Platonov‘s epic novel was written in 1927-28, but only small pieces have been published in the USSR, and even the emigre Russian edition is seriously flawed by omissions. The reasons for the censorship are not hard to find. Platonov argued that it was an ‘honest attempt to portray the beginning of Communist society,’ but Maxim Gorky, though one of the first to praise the novel, said it would never pass the censors: ‘I do not think it will be published. Your anarchic cast of mind will prevent this… For all your tenderness towards people, they are always described ironically, turn out to be ‘characters’ or ‘half-wits’.’ Indeed, Platonov describes a bizarre world where the peasants totally refuse to work (because the Revolution means the Golden Age has come), and the Party leaders’ humanistic ideals lead only to inhumanity. Chevengur is a massive series of satirical scenes from Soviet life during the New Economic Policy instituted by Lenin in the 1920s, the story of the efforts of provincial builders of Communism–but in their grotesque Utopia, Cheka murders are the only thing efficiently organized. Chevengur is Platonov’s longest work, his most sustained critique of the philosophical precepts and practical results of the Revolution. It is a novel of overwhelming power.” (from the back cover)

Russian edition
First published in Paris, 1972, without the first part. Reprinted in 1988 in the journal Дружба народов [Druzhba narodov]. In 1988, the publishing house Современник [Sovremennik] released a complete book.

English edition
Translated and with a Foreword by Anthony Olcott
Publisher Ardis Publishers, Ann Arbor, 1978
ISBN 0882333097, 9780882333090
333 pages

Review: Natalia Poltavtseva (Baltic Worlds).
Commentary: Alexander Melikhov (The Telegraph/Russia Now).
Wikipedia-RU

Chevengur (English, 1978, 16 MB)
Чевенгур (Russian, 1988/2006, updated on 2019-12-8)

Alexander Bogdanov: Red Star: The First Bolshevik Utopia (1908–) [FR, EN, DE]

1 December 2013, dusan

A communist society on Mars, the Russian revolution, and class struggle on two planets is the subject of this arresting science fiction novel by Alexander Bogdanov (1873–1928), one of the early organizers and prophets of the Russian Bolshevik party.
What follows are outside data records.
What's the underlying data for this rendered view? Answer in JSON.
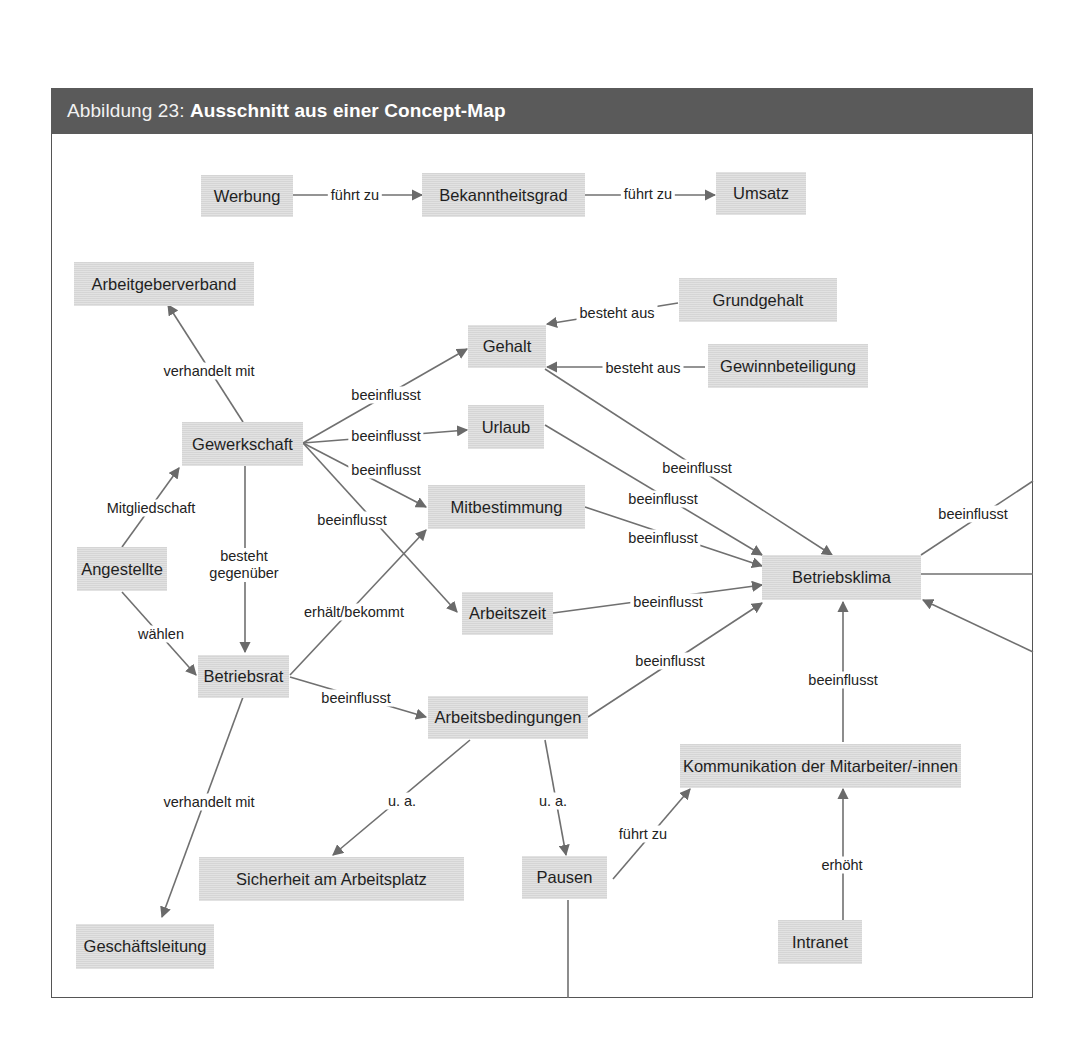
{
  "figure": {
    "label": "Abbildung 23:",
    "title": "Ausschnitt aus einer Concept-Map"
  },
  "nodes": {
    "werbung": "Werbung",
    "bekanntheitsgrad": "Bekanntheitsgrad",
    "umsatz": "Umsatz",
    "arbeitgeberverband": "Arbeitgeberverband",
    "grundgehalt": "Grundgehalt",
    "gehalt": "Gehalt",
    "gewinnbeteiligung": "Gewinnbeteiligung",
    "gewerkschaft": "Gewerkschaft",
    "urlaub": "Urlaub",
    "mitbestimmung": "Mitbestimmung",
    "angestellte": "Angestellte",
    "betriebsklima": "Betriebsklima",
    "arbeitszeit": "Arbeitszeit",
    "betriebsrat": "Betriebsrat",
    "arbeitsbedingungen": "Arbeitsbedingungen",
    "kommunikation": "Kommunikation der Mitarbeiter/-innen",
    "sicherheit": "Sicherheit am Arbeitsplatz",
    "pausen": "Pausen",
    "geschaeftsleitung": "Geschäftsleitung",
    "intranet": "Intranet"
  },
  "edges": [
    {
      "from": "Werbung",
      "to": "Bekanntheitsgrad",
      "label": "führt zu"
    },
    {
      "from": "Bekanntheitsgrad",
      "to": "Umsatz",
      "label": "führt zu"
    },
    {
      "from": "Gewerkschaft",
      "to": "Arbeitgeberverband",
      "label": "verhandelt mit"
    },
    {
      "from": "Grundgehalt",
      "to": "Gehalt",
      "label": "besteht aus"
    },
    {
      "from": "Gewinnbeteiligung",
      "to": "Gehalt",
      "label": "besteht aus"
    },
    {
      "from": "Gewerkschaft",
      "to": "Gehalt",
      "label": "beeinflusst"
    },
    {
      "from": "Gewerkschaft",
      "to": "Urlaub",
      "label": "beeinflusst"
    },
    {
      "from": "Gewerkschaft",
      "to": "Mitbestimmung",
      "label": "beeinflusst"
    },
    {
      "from": "Gewerkschaft",
      "to": "Arbeitszeit",
      "label": "beeinflusst"
    },
    {
      "from": "Angestellte",
      "to": "Gewerkschaft",
      "label": "Mitgliedschaft"
    },
    {
      "from": "Gewerkschaft",
      "to": "Betriebsrat",
      "label": "besteht gegenüber"
    },
    {
      "from": "Angestellte",
      "to": "Betriebsrat",
      "label": "wählen"
    },
    {
      "from": "Betriebsrat",
      "to": "Mitbestimmung",
      "label": "erhält/bekommt"
    },
    {
      "from": "Betriebsrat",
      "to": "Arbeitsbedingungen",
      "label": "beeinflusst"
    },
    {
      "from": "Betriebsrat",
      "to": "Geschäftsleitung",
      "label": "verhandelt mit"
    },
    {
      "from": "Gehalt",
      "to": "Betriebsklima",
      "label": "beeinflusst"
    },
    {
      "from": "Urlaub",
      "to": "Betriebsklima",
      "label": "beeinflusst"
    },
    {
      "from": "Mitbestimmung",
      "to": "Betriebsklima",
      "label": "beeinflusst"
    },
    {
      "from": "Arbeitszeit",
      "to": "Betriebsklima",
      "label": "beeinflusst"
    },
    {
      "from": "Arbeitsbedingungen",
      "to": "Betriebsklima",
      "label": "beeinflusst"
    },
    {
      "from": "Kommunikation der Mitarbeiter/-innen",
      "to": "Betriebsklima",
      "label": "beeinflusst"
    },
    {
      "from": "Betriebsklima",
      "to": "(off-frame right)",
      "label": "beeinflusst"
    },
    {
      "from": "Arbeitsbedingungen",
      "to": "Sicherheit am Arbeitsplatz",
      "label": "u. a."
    },
    {
      "from": "Arbeitsbedingungen",
      "to": "Pausen",
      "label": "u. a."
    },
    {
      "from": "Pausen",
      "to": "Kommunikation der Mitarbeiter/-innen",
      "label": "führt zu"
    },
    {
      "from": "Intranet",
      "to": "Kommunikation der Mitarbeiter/-innen",
      "label": "erhöht"
    }
  ],
  "labels": {
    "fuehrt_zu_1": "führt zu",
    "fuehrt_zu_2": "führt zu",
    "verhandelt_mit_1": "verhandelt mit",
    "besteht_aus_1": "besteht aus",
    "besteht_aus_2": "besteht aus",
    "beeinflusst_gew_gehalt": "beeinflusst",
    "beeinflusst_gew_urlaub": "beeinflusst",
    "beeinflusst_gew_mitb": "beeinflusst",
    "beeinflusst_gew_az": "beeinflusst",
    "mitgliedschaft": "Mitgliedschaft",
    "besteht_gegenueber_1": "besteht",
    "besteht_gegenueber_2": "gegenüber",
    "waehlen": "wählen",
    "erhaelt_bekommt": "erhält/bekommt",
    "beeinflusst_br_ab": "beeinflusst",
    "verhandelt_mit_2": "verhandelt mit",
    "beeinflusst_gehalt_bk": "beeinflusst",
    "beeinflusst_urlaub_bk": "beeinflusst",
    "beeinflusst_mitb_bk": "beeinflusst",
    "beeinflusst_az_bk": "beeinflusst",
    "beeinflusst_ab_bk": "beeinflusst",
    "beeinflusst_kom_bk": "beeinflusst",
    "beeinflusst_bk_right": "beeinflusst",
    "ua_1": "u. a.",
    "ua_2": "u. a.",
    "fuehrt_zu_3": "führt zu",
    "erhoeht": "erhöht"
  },
  "colors": {
    "header_bg": "#5a5a5a",
    "node_bg": "#dcdcdc",
    "edge": "#6a6a6a",
    "frame": "#555555"
  }
}
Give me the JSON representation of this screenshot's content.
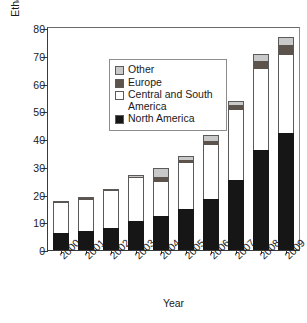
{
  "chart_data": {
    "type": "bar",
    "subtype": "stacked-bar",
    "title": "",
    "xlabel": "Year",
    "ylabel": "Ethanol production (billion liters)",
    "categories": [
      "2000",
      "2001",
      "2002",
      "2003",
      "2004",
      "2005",
      "2006",
      "2007",
      "2008",
      "2009"
    ],
    "ylim": [
      0,
      80
    ],
    "yticks": [
      0,
      10,
      20,
      30,
      40,
      50,
      60,
      70,
      80
    ],
    "grid": false,
    "legend_position": "upper-left-inside",
    "series": [
      {
        "name": "North America",
        "color": "#161616",
        "values": [
          6.2,
          7.0,
          8.1,
          10.6,
          12.2,
          14.8,
          18.5,
          25.3,
          36.0,
          42.3
        ]
      },
      {
        "name": "Central and South America",
        "color": "#ffffff",
        "values": [
          10.6,
          11.2,
          13.2,
          15.3,
          12.3,
          16.6,
          19.3,
          25.1,
          29.4,
          28.0
        ]
      },
      {
        "name": "Europe",
        "color": "#5d534d",
        "values": [
          0.3,
          0.3,
          0.4,
          0.5,
          1.7,
          1.0,
          1.6,
          1.8,
          2.7,
          3.6
        ]
      },
      {
        "name": "Other",
        "color": "#c9c9c9",
        "values": [
          0.4,
          0.4,
          0.4,
          0.8,
          3.3,
          1.5,
          2.1,
          1.5,
          2.6,
          3.0
        ]
      }
    ],
    "totals": [
      17.5,
      18.9,
      22.1,
      27.2,
      29.5,
      33.9,
      41.5,
      53.7,
      70.7,
      76.9
    ]
  },
  "legend": {
    "entries": [
      {
        "label": "Other",
        "swatch": "other-swatch"
      },
      {
        "label": "Europe",
        "swatch": "europe-swatch"
      },
      {
        "label": "Central and South America",
        "swatch": "central-south-america-swatch"
      },
      {
        "label": "North America",
        "swatch": "north-america-swatch"
      }
    ]
  },
  "axes": {
    "y_title": "Ethanol production (billion liters)",
    "x_title": "Year",
    "y_tick_labels": [
      "0",
      "10",
      "20",
      "30",
      "40",
      "50",
      "60",
      "70",
      "80"
    ],
    "x_tick_labels": [
      "2000",
      "2001",
      "2002",
      "2003",
      "2004",
      "2005",
      "2006",
      "2007",
      "2008",
      "2009"
    ]
  }
}
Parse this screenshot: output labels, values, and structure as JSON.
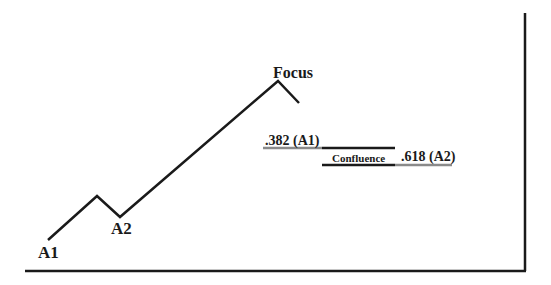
{
  "diagram": {
    "labels": {
      "a1": "A1",
      "a2": "A2",
      "focus": "Focus",
      "fib_382": ".382 (A1)",
      "fib_618": ".618 (A2)",
      "confluence": "Confluence"
    },
    "colors": {
      "line": "#1a1a1a",
      "grey_line": "#8a8a8a",
      "background": "#ffffff"
    }
  }
}
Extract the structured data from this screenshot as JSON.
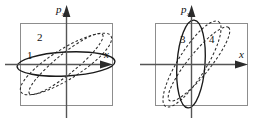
{
  "figure": {
    "background_color": "#ffffff",
    "frame_color": "#8d8d8d",
    "axis_color": "#555555",
    "solid_curve_color": "#1a1a1a",
    "dashed_curve_color": "#2a2a2a"
  },
  "panels": [
    {
      "id": "left-panel",
      "name": "left-phase-plot",
      "axes": {
        "x_label": "x",
        "y_label": "p",
        "y_label_subscript": "x"
      },
      "curve_labels": [
        {
          "text": "1",
          "x": 30,
          "y": 57
        },
        {
          "text": "2",
          "x": 40,
          "y": 38
        }
      ],
      "curves": [
        {
          "name": "solid-flat-ellipse",
          "style": "solid",
          "label": ""
        },
        {
          "name": "dashed-tilted-ellipse-1",
          "style": "dashed",
          "label": "1"
        },
        {
          "name": "dashed-tilted-ellipse-2",
          "style": "dashed",
          "label": "2"
        }
      ]
    },
    {
      "id": "right-panel",
      "name": "right-phase-plot",
      "axes": {
        "x_label": "x",
        "y_label": "p",
        "y_label_subscript": "x"
      },
      "curve_labels": [
        {
          "text": "3",
          "x": 182,
          "y": 40
        },
        {
          "text": "4",
          "x": 211,
          "y": 40
        }
      ],
      "curves": [
        {
          "name": "solid-tall-ellipse",
          "style": "solid",
          "label": "3"
        },
        {
          "name": "dashed-tilted-ellipse-3",
          "style": "dashed",
          "label": ""
        },
        {
          "name": "dashed-tilted-ellipse-4",
          "style": "dashed",
          "label": "4"
        }
      ]
    }
  ]
}
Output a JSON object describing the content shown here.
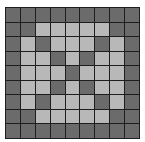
{
  "board": {
    "rows": 9,
    "cols": 9,
    "colors": {
      "dark": "#6b6b6b",
      "light": "#b8b8b8",
      "grid_line": "#1e1e1e"
    },
    "cells": [
      [
        "D",
        "D",
        "D",
        "D",
        "D",
        "D",
        "D",
        "D",
        "D"
      ],
      [
        "D",
        "D",
        "L",
        "L",
        "L",
        "L",
        "L",
        "D",
        "D"
      ],
      [
        "D",
        "L",
        "D",
        "L",
        "L",
        "L",
        "D",
        "L",
        "D"
      ],
      [
        "D",
        "L",
        "L",
        "D",
        "L",
        "D",
        "L",
        "L",
        "D"
      ],
      [
        "D",
        "L",
        "L",
        "L",
        "D",
        "L",
        "L",
        "L",
        "D"
      ],
      [
        "D",
        "L",
        "L",
        "D",
        "L",
        "D",
        "L",
        "L",
        "D"
      ],
      [
        "D",
        "L",
        "D",
        "L",
        "L",
        "L",
        "D",
        "L",
        "D"
      ],
      [
        "D",
        "D",
        "L",
        "L",
        "L",
        "L",
        "L",
        "D",
        "D"
      ],
      [
        "D",
        "D",
        "D",
        "D",
        "D",
        "D",
        "D",
        "D",
        "D"
      ]
    ]
  }
}
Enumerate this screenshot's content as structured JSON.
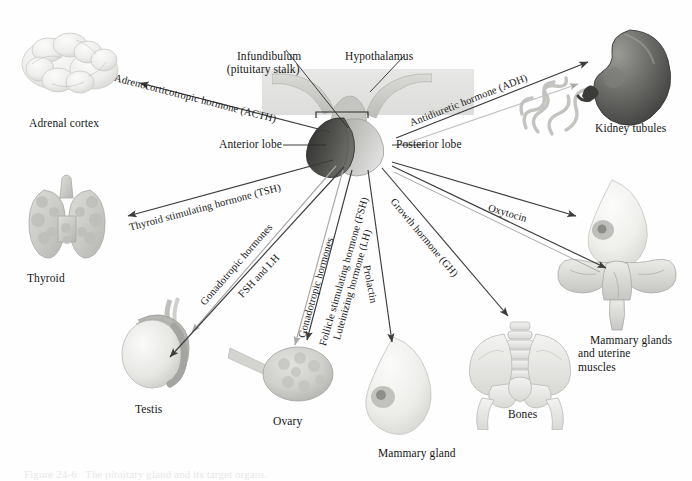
{
  "figure": {
    "caption": "Figure 24-6   The pituitary gland and its target organs."
  },
  "central_structures": [
    {
      "id": "infundibulum",
      "label": "Infundibulum\n(pituitary stalk)"
    },
    {
      "id": "hypothalamus",
      "label": "Hypothalamus"
    },
    {
      "id": "anterior-lobe",
      "label": "Anterior lobe"
    },
    {
      "id": "posterior-lobe",
      "label": "Posterior lobe"
    }
  ],
  "target_organs": [
    {
      "id": "adrenal-cortex",
      "label": "Adrenal cortex"
    },
    {
      "id": "thyroid",
      "label": "Thyroid"
    },
    {
      "id": "testis",
      "label": "Testis"
    },
    {
      "id": "ovary",
      "label": "Ovary"
    },
    {
      "id": "mammary-gland",
      "label": "Mammary gland"
    },
    {
      "id": "bones",
      "label": "Bones"
    },
    {
      "id": "mammary-uterine",
      "label": "Mammary glands\nand uterine\nmuscles"
    },
    {
      "id": "kidney-tubules",
      "label": "Kidney tubules"
    }
  ],
  "hormones": [
    {
      "id": "acth",
      "label": "Adrenocorticotropic hormone (ACTH)",
      "lobe": "anterior",
      "target": "adrenal-cortex"
    },
    {
      "id": "tsh",
      "label": "Thyroid stimulating hormone (TSH)",
      "lobe": "anterior",
      "target": "thyroid"
    },
    {
      "id": "gonado-1",
      "label": "Gonadotropic hormones",
      "lobe": "anterior",
      "target": "testis"
    },
    {
      "id": "fsh-lh",
      "label": "FSH and LH",
      "lobe": "anterior",
      "target": "testis"
    },
    {
      "id": "gonado-2",
      "label": "Gonadotropic hormones",
      "lobe": "anterior",
      "target": "ovary"
    },
    {
      "id": "fsh",
      "label": "Follicle stimulating hormone (FSH)",
      "lobe": "anterior",
      "target": "ovary"
    },
    {
      "id": "lh",
      "label": "Luteinizing hormone (LH)",
      "lobe": "anterior",
      "target": "ovary"
    },
    {
      "id": "prolactin",
      "label": "Prolactin",
      "lobe": "anterior",
      "target": "mammary-gland"
    },
    {
      "id": "gh",
      "label": "Growth hormone (GH)",
      "lobe": "anterior",
      "target": "bones"
    },
    {
      "id": "oxytocin",
      "label": "Oxytocin",
      "lobe": "posterior",
      "target": "mammary-uterine"
    },
    {
      "id": "adh",
      "label": "Antidiuretic hormone (ADH)",
      "lobe": "posterior",
      "target": "kidney-tubules"
    }
  ],
  "colors": {
    "background": "#fefefe",
    "ink": "#161616",
    "arrow_dark": "#3c3c3c",
    "arrow_light": "#a8a8a8",
    "anterior_lobe": "#4a4a4a",
    "posterior_lobe": "#b9b9b7",
    "organ_tint": "#cfcfcd"
  }
}
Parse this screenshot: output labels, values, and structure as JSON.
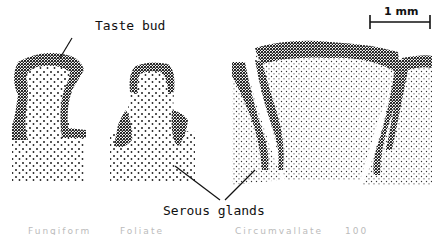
{
  "figure": {
    "labels": {
      "taste_bud": "Taste bud",
      "serous_glands": "Serous glands",
      "scale_bar": "1 mm"
    },
    "panels": [
      {
        "name": "fungiform-papilla"
      },
      {
        "name": "foliate-papilla"
      },
      {
        "name": "circumvallate-papilla"
      }
    ],
    "colors": {
      "ink": "#111111",
      "background": "#ffffff"
    },
    "bottom_cut_text": [
      "Fungiform",
      "Foliate",
      "Circumvallate",
      "100"
    ]
  }
}
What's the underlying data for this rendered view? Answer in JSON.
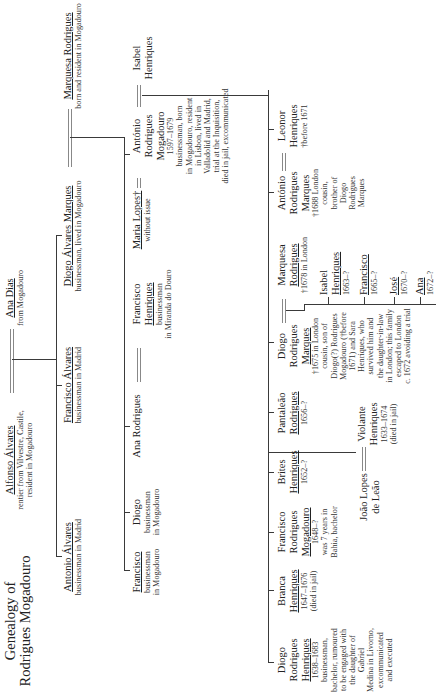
{
  "title": "Genealogy of Rodrigues Mogadouro",
  "title_lines": [
    "Genealogy of",
    "Rodrigues Mogadouro"
  ],
  "generation1": {
    "alfonso": {
      "name": "Alfonso Álvares",
      "desc": [
        "rentier from Vilvestre, Castile,",
        "resident in Mogadouro"
      ]
    },
    "ana_dias": {
      "name": "Ana Dias",
      "desc": [
        "from Mogadouro"
      ]
    }
  },
  "generation2": {
    "antonio_alvares": {
      "name": "Antonio Álvares",
      "desc": [
        "businessman in Madrid"
      ]
    },
    "francisco_alvares": {
      "name": "Francisco Álvares",
      "desc": [
        "businessman in Madrid"
      ]
    },
    "diogo_alvares_marques": {
      "name": "Diogo Álvares Marques",
      "desc": [
        "businessman, lived in Mogadouro"
      ]
    },
    "marquesa_rodrigues": {
      "name": "Marquesa Rodrigues",
      "desc": [
        "born and resident in Mogadouro"
      ]
    }
  },
  "generation3": {
    "francisco": {
      "name": "Francisco",
      "desc": [
        "businessman",
        "in Mogadouro"
      ]
    },
    "diogo": {
      "name": "Diogo",
      "desc": [
        "businessman",
        "in Mogadouro"
      ]
    },
    "ana_rodrigues": {
      "name": "Ana Rodrigues",
      "desc": []
    },
    "francisco_henriques": {
      "name_lines": [
        "Francisco",
        "Henriques"
      ],
      "desc": [
        "businessman",
        "in Miranda do Douro"
      ]
    },
    "maria_lopes": {
      "name": "Maria Lopes†",
      "desc": [
        "without issue"
      ]
    },
    "antonio_rodrigues_mogadouro": {
      "name_lines": [
        "António",
        "Rodrigues",
        "Mogadouro"
      ],
      "desc": [
        "1597–1679",
        "businessman, born",
        "in Mogadouro, resident",
        "in Lisbon, lived in",
        "Valladolid and Madrid,",
        "trial at the Inquisition,",
        "died in jail, excommunicated"
      ]
    },
    "isabel_henriques": {
      "name_lines": [
        "Isabel",
        "Henriques"
      ],
      "desc": []
    }
  },
  "generation4": {
    "diogo_rodrigues_henriques": {
      "name_lines": [
        "Diogo",
        "Rodrigues",
        "Henriques"
      ],
      "desc": [
        "1638–1683",
        "businessman,",
        "bachelor, rumoured",
        "to be engaged with",
        "the daughter of Gabriel",
        "Medina in Livorno,",
        "excommunicated",
        "and executed"
      ]
    },
    "branca_henriques": {
      "name_lines": [
        "Branca",
        "Henriques"
      ],
      "desc": [
        "1647–1676",
        "(died in jail)"
      ]
    },
    "francisco_rodrigues_mogadouro": {
      "name_lines": [
        "Francisco",
        "Rodrigues",
        "Mogadouro"
      ],
      "desc": [
        "1648–?",
        "was 7 years in",
        "Bahia, bachelor"
      ]
    },
    "brites_henriques": {
      "name_lines": [
        "Brites",
        "Henriques"
      ],
      "desc": [
        "1652–?"
      ]
    },
    "pantaleao_rodrigues": {
      "name_lines": [
        "Pantaleão",
        "Rodrigues"
      ],
      "desc": [
        "1656–?"
      ]
    },
    "diogo_rodrigues_marques": {
      "name_lines": [
        "Diogo",
        "Rodrigues",
        "Marques"
      ],
      "desc": [
        "†1675 in London",
        "cousin, son of",
        "Diogo(?) Rodrigues",
        "Mogadouro (†before",
        "1671) and Sara",
        "Henriques, who",
        "survived him and",
        "the daughter-in-law",
        "in London; this family",
        "escaped to London",
        "c. 1672 avoiding a trial"
      ]
    },
    "marquesa_rodrigues": {
      "name_lines": [
        "Marquesa",
        "Rodrigues"
      ],
      "desc": [
        "†1678 in London"
      ]
    },
    "antonio_rodrigues_marques": {
      "name_lines": [
        "António",
        "Rodrigues",
        "Marques"
      ],
      "desc": [
        "†1688 London",
        "cousin,",
        "brother of",
        "Diogo",
        "Rodrigues",
        "Marques"
      ]
    },
    "leonor_henriques": {
      "name_lines": [
        "Leonor",
        "Henriques"
      ],
      "desc": [
        "†before 1671"
      ]
    },
    "joao_lopes_de_leao": {
      "name_lines": [
        "João Lopes",
        "de Leão"
      ],
      "desc": []
    },
    "violante_henriques": {
      "name_lines": [
        "Violante",
        "Henriques"
      ],
      "desc": [
        "1633–1674",
        "(died in jail)"
      ]
    }
  },
  "generation5": {
    "isabel_henriques": {
      "name_lines": [
        "Isabel",
        "Henriques"
      ],
      "desc": [
        "1663–?"
      ]
    },
    "francisco": {
      "name": "Francisco",
      "desc": [
        "1665–?"
      ]
    },
    "jose": {
      "name": "José",
      "desc": [
        "1670–?"
      ]
    },
    "ana": {
      "name": "Ana",
      "desc": [
        "1672–?"
      ]
    }
  },
  "colors": {
    "line": "#3a3a3a",
    "marriage_line": "#888888",
    "text": "#222222",
    "background": "#ffffff"
  }
}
The red star is Mars, but it is also the dream set to paper of the society that could emerge on earth after the dual victory of the socialist and scientific-technical revolutions. While portraying a harmonious and rational socialist society, Bogdanov sketches out the problems that will face industrialized nations, whether socialist or capitalist.

The book also includes Engineer Menni, a historical novel about the social revolution on Mars, first published in 1913, and the poem A Martian Stranded on Earth, first published as a supplement to the second edition of Red Star in 1924, about a Martian who has reached Earth but is unable to return to his native planet. where mankind has attained a superior level of communist civilization.

Edited by Loren R. Graham and Richard Stites
Translated by Charles Rougle
Publisher Indiana University Press, 1984
ISBN 0253173507, 9780253173508
257 pages

Reviews: Andy Cunningham (Socialist Review), Paul Josephson (Technology and Culture).

Wikipedia (EN)
Publisher (EN)

L’Étoile rouge (French, 1913-14, HTML, added on 2014-3-27)
Red Star (English, trans. Charles Rougle, 1984)
Der rote Planet (German, undated, HTML, added on 2014-3-27)

See Monoskop wiki for further writings of Bogdanov.